(Exercise description): Repeat every record word for word and omit the images.

(The records):

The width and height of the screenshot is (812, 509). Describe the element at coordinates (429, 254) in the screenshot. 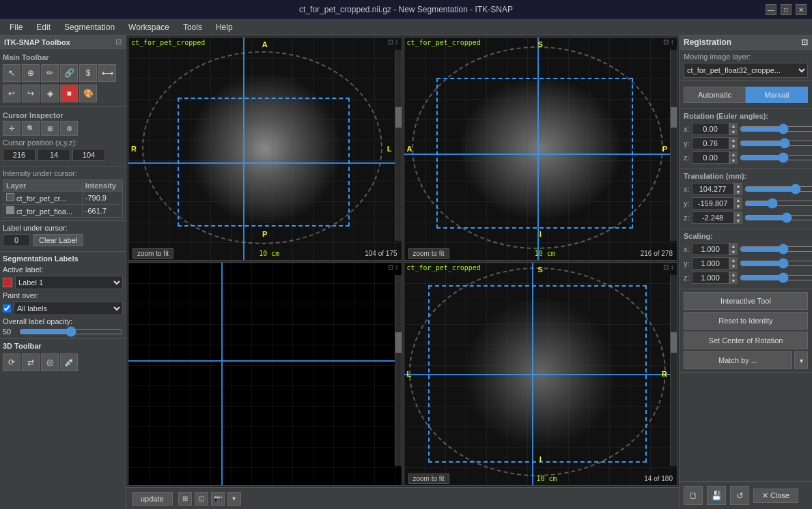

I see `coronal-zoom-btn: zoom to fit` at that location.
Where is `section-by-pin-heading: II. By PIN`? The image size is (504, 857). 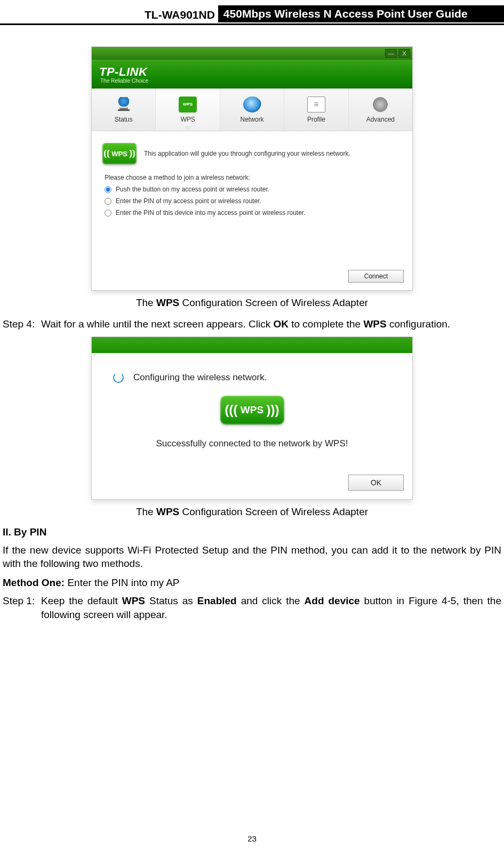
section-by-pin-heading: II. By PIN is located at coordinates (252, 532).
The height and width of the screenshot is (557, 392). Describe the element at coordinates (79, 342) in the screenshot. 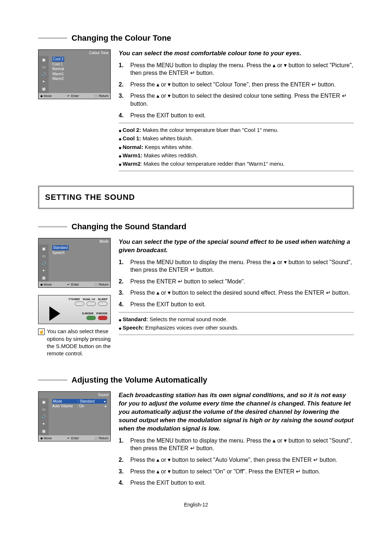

(Response):
The width and height of the screenshot is (812, 509). Describe the element at coordinates (429, 254) in the screenshot. 

I see `coronal-zoom-btn: zoom to fit` at that location.
Where is `section-by-pin-heading: II. By PIN`? The image size is (504, 857). 
section-by-pin-heading: II. By PIN is located at coordinates (252, 532).
The height and width of the screenshot is (557, 392). Describe the element at coordinates (79, 342) in the screenshot. 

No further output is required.